[Fixed]-Django template indentation guideline

8👍

I am currently following my own convention in django template guideline for consistency matter. The rule is simple:

  1. Django tag does NOT increase the indentation level
  2. HTML tag does increase the indentation level

It does not matter how many nested Django Tag you have, you should still on the same level of indentation. I consider this as the trade off for putting logic in templates which should be minimized if possible to avoid confusion.

<html>
<body>
  <ul>
    {% if condition %}
    {% for item in menu_item %}
    <li>{{ item }}</li>
    {% endfor %}      
    {% endif %}
  </ul>
  <main>
    {% block content %}
    <p>Hello World</p>
    {% endblock content %}
  </main>
</body>
</html>

Side note

I am using 2 spaces for HTML indentation, because HTML tends to have a very deep nested.

For Vim user, please note that the syntax is not html but htmldjango

Thus my ~/.vimrc looks something like:

autocmd Filetype htmldjango setlocal ts=2 sts=2 sw=2 expandtab
👤Yeo

1👍

Depending your editor, there are ways to set a specific indent width for HTML files.

As for the Django tags, it is actually a good thing not to not add a indent level. See that example:

<ul>
    {% for item in items %}
        <li>{{ item }}</li>
    {% endfor %}
</ul>

Would be rendered like so:

<ul>
        <li>Bacon</li>
        <li>Ninja</li>
        <li>Tumbleweed</li>
</ul>

And we do not want the two levels of indent. Instead:

{% block content %}
<ul>
    {% for item in items %}
    <li>{{ item }}</li>
    {% endfor %}
</ul>
{% endblock content %}

0👍

My apologies for reviving an old question, but I think the way Emacs’ web-mode.el indents Django templates deserves a mention here:

{% block content %}
    <div
        id="1"
        class="fancy"
    >
        {% if link %}
            <a href="{{ link }}">
                Click here
            </a>
        {% endif %}
    </div>
{% endblock %}

As you can see, it indents both Django tags and HTML tags, as well as multiline HTML tags. It supports <style> and <script> tags too. In fact, I like this behavior so much that I created DjHTML, a standalone indenter and a pre-commit hook that uses the same indentation rules as web-mode.

0👍

I think this is more of a personal preference and what is easy to read and easy to understand in the future (my time limit is "after six months") would be a better alternative than some cookbook recipes. What I use is a two type approach, not just for Django templates but for any language that accepts free formatting of the code. As such I format not critical portions as just left justified block of lines which is an admittedly eyesore but I tend to just ignore them so I can focus on important parts which is extensively indented, preferably in general single action per line and indented at each semantic group change thus all parent/child grouping, nested elements etc. are visible with just one look only.

{% if error_message %} 
<p>
<strong>{{error_message}}</strong>
</p>
{% else %}

<table border>
    <tr>
        <td>
            {{degerlendirme.adi}}
        </td>
    </tr>
    <tr>
        <td>
            <table border>
                <tr>
                    <td>
                        Tip
                    </td>
                    <td>
                        {{ tip }}
                    </td>
                </tr>
                <tr>
                    <td>
                        Açıklama
                        
                    </td>
                    <td>
                        {{ degerlendirme.aciklama }}
                    </td>
                </tr>
            </table>
        </td>
    </tr>
    <tr>
        <td>
            <form action="{% url 'perf:degerlendirme' degerlendirme.id %}" method="post">
                {% csrf_token %}
                {{ form }}
                <input type="submit" value="OK" />
            </form>
        </td>
    </tr>
</table>
{% endif %}

I usually use Eclipse and there are several good HTML editing tools that you can install into that environment. I try to use them, but prefer to depend solely on indentation for ease of reading/coding/analysis cycle. That is mainly because I regularly need to use other editors, mostly vi. In this case if I rely mainly on Eclipse or whatever IDE I was using for understanding the code vi, nano or other text editors would make my life miserable.
As one of my professors said in a classroom, lots of years ago, spaces are free and tabs are even cheaper.
One last note; Once I needed to remove all white space from a Django template that was creating enormous nested tables in order to improve run time performance. Such might be needed for certain cases. In similar situations it is better to keep one working copy and generate runtime copy from that by a script or tool. I know that, there are some HTML de-clutter tools. In my case, tools I tried corrupted the template and I needed to perform that operation by hand.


### Task:
Look through the entries that follow and return each line that has the string "label".

### Information supplied:
————
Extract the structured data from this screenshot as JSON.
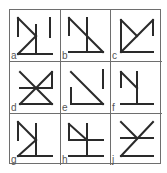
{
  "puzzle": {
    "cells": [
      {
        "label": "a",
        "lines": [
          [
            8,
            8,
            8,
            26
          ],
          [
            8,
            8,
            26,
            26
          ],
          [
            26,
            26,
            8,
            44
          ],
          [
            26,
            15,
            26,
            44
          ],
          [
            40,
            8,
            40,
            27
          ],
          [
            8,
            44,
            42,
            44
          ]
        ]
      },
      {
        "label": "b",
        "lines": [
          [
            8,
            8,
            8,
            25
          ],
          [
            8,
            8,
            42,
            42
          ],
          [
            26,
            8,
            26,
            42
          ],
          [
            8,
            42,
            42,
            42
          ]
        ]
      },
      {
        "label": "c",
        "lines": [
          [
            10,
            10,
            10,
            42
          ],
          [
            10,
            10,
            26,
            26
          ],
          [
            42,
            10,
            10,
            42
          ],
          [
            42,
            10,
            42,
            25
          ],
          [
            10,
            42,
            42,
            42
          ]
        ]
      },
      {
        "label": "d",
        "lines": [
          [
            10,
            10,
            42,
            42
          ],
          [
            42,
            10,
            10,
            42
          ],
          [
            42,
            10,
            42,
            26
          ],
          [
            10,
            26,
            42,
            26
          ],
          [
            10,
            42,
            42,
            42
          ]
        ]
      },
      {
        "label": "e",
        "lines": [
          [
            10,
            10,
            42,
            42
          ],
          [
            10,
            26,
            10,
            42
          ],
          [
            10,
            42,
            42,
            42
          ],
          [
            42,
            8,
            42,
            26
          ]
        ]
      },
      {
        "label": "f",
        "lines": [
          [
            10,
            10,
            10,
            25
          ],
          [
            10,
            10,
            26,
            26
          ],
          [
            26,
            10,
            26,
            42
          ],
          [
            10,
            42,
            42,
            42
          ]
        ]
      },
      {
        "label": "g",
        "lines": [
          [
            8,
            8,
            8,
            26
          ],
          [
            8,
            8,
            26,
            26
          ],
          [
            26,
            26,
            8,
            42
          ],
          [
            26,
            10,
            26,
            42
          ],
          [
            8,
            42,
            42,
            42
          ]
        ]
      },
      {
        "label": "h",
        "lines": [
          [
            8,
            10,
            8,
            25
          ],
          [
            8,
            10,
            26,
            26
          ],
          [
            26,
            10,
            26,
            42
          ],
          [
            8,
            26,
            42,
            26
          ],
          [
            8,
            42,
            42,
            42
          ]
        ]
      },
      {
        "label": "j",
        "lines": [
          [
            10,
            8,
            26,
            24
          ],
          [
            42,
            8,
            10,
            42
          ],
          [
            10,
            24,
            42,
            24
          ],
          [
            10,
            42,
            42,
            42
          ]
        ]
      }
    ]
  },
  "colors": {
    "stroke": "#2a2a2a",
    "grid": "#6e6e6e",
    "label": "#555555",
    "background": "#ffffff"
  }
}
————
### Response below:
        "label": "a",
        "label": "b",
        "label": "c",
        "label": "d",
        "label": "e",
        "label": "f",
        "label": "g",
        "label": "h",
        "label": "j",
    "label": "#555555",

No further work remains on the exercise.